Your proposed rule would eliminate a section of most
by Steelhop (2023-05-30 15:21:27)

In reply to: Rules question- in the college game there is no requirement  posted by Carlos Huerta


teams offense - the big midfielder alley dodge that usually gets set up outside the box so that an offensive player can build up some speed. Granted as teams are moving more toward positionless lax on offense it just becomes any big, fast guy to do the alley dodge. There was an attempt about 12-15 years ago where offenses were time restricted on getting in and out of the box. I think there was a ten second clock once you touched it up in the box that you had to return to touching the box again within 10 seconds.
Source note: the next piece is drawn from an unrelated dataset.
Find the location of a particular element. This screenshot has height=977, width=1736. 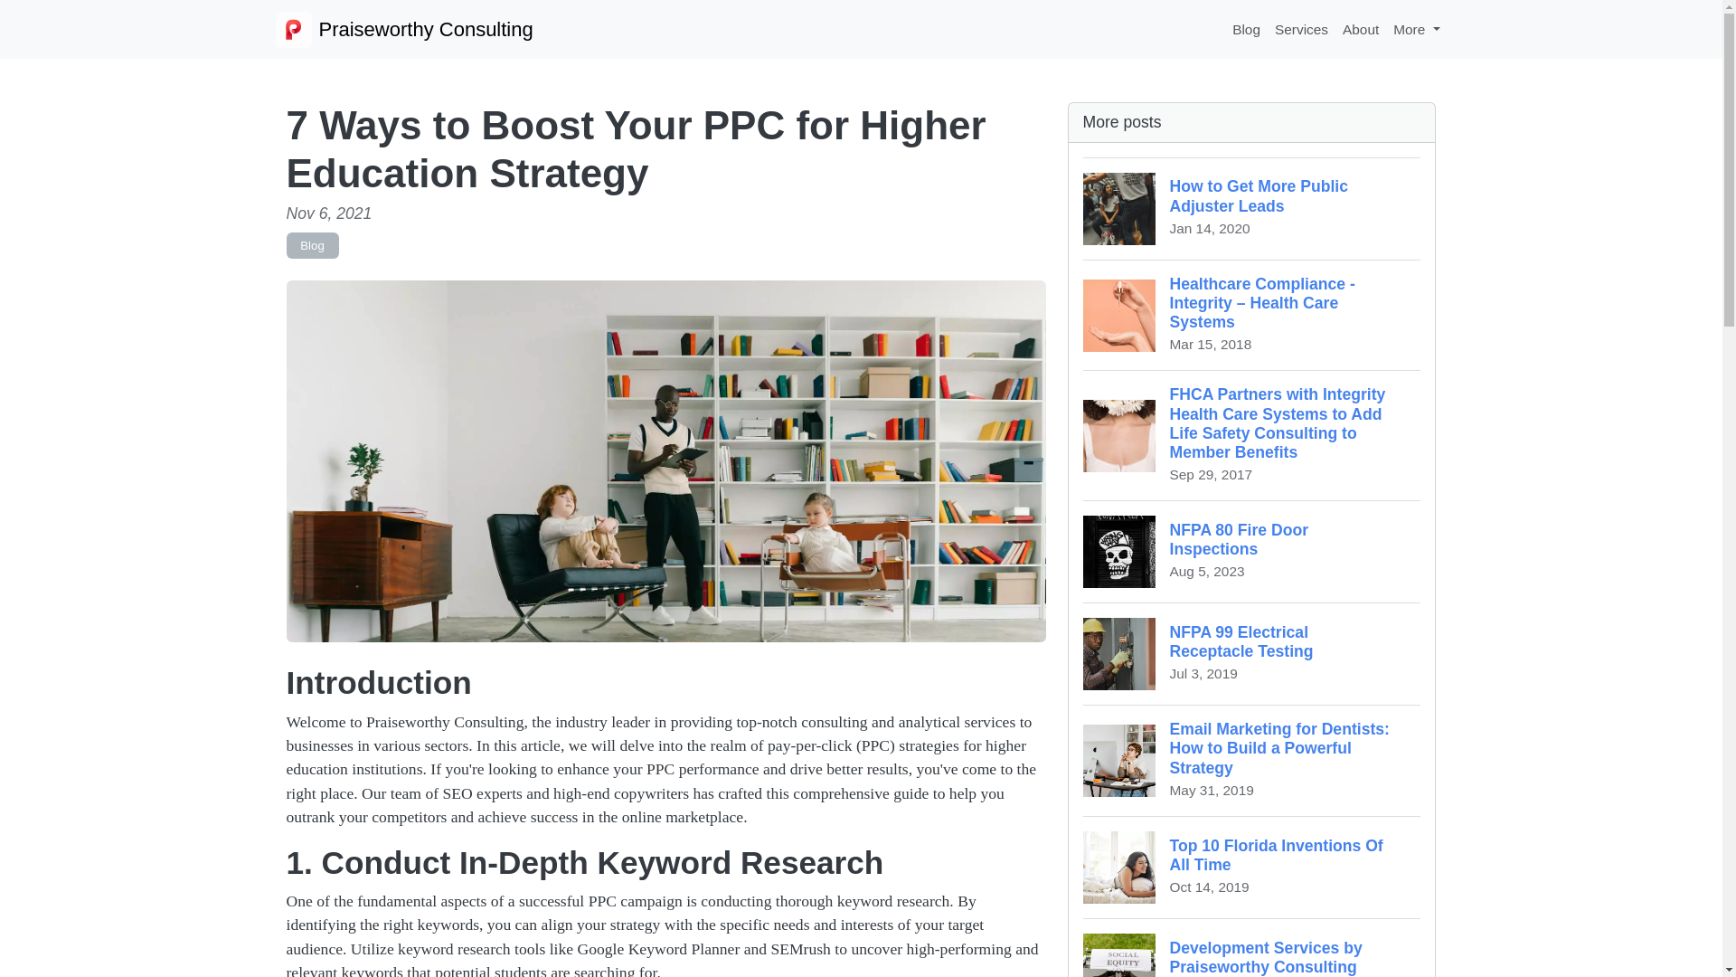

There was also the 2 minute rule wherein a team that was up had to keep it in the box when they had it on offense. I believe they got rid of that rule when the shot clock was introduced but it never really impacted the game that much.

What it would likely do is push teams to play zone and become really compact in front of the goalie knowing a team would have reduced amount of field to work with in that last 20 seconds. Defenses might (there would likely be some analytics involved on whether this makes sense) then press out in those last 20 seconds knowing one bad step would result in a turnover. Offenses would likely wait it out knowing as a team presses out openings occur. So instead of creating earlier offense it would likely do the opposite.
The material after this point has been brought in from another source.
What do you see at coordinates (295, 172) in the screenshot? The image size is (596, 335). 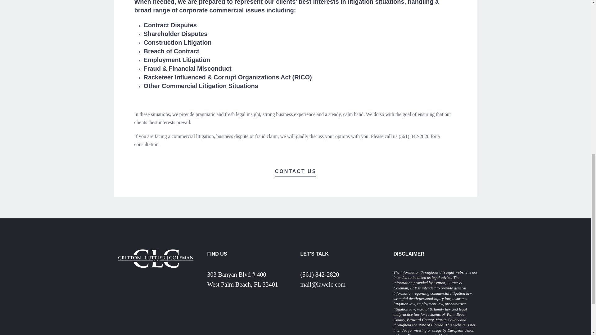 I see `CONTACT US` at bounding box center [295, 172].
The game is plenty fast as it is. Pushing it more can lead to more of a helter skelter approach. You would take the team aspects of the game out of it and move it more toward a professional product - think NCAA v. NBA. It move the game more to the PLL and predecessor MLL which I always found lame.
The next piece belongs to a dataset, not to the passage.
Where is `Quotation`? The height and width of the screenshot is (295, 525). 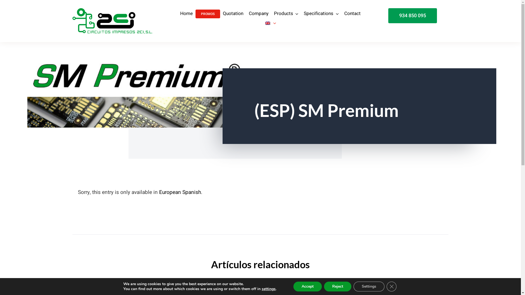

Further, several high level youth lax conferences (e.g., the elite division of the 7th and 8th grade HOCO lax conference) are going to have 7th and 8th graders conform to the NCAA shot clock rules next spring. So a shot clock will be coming to high school soon enough. Some intra-sectional lacrosse games like between private schools playing another private school in a different area (where most of the talent will end up in DI) have played with a shot clock.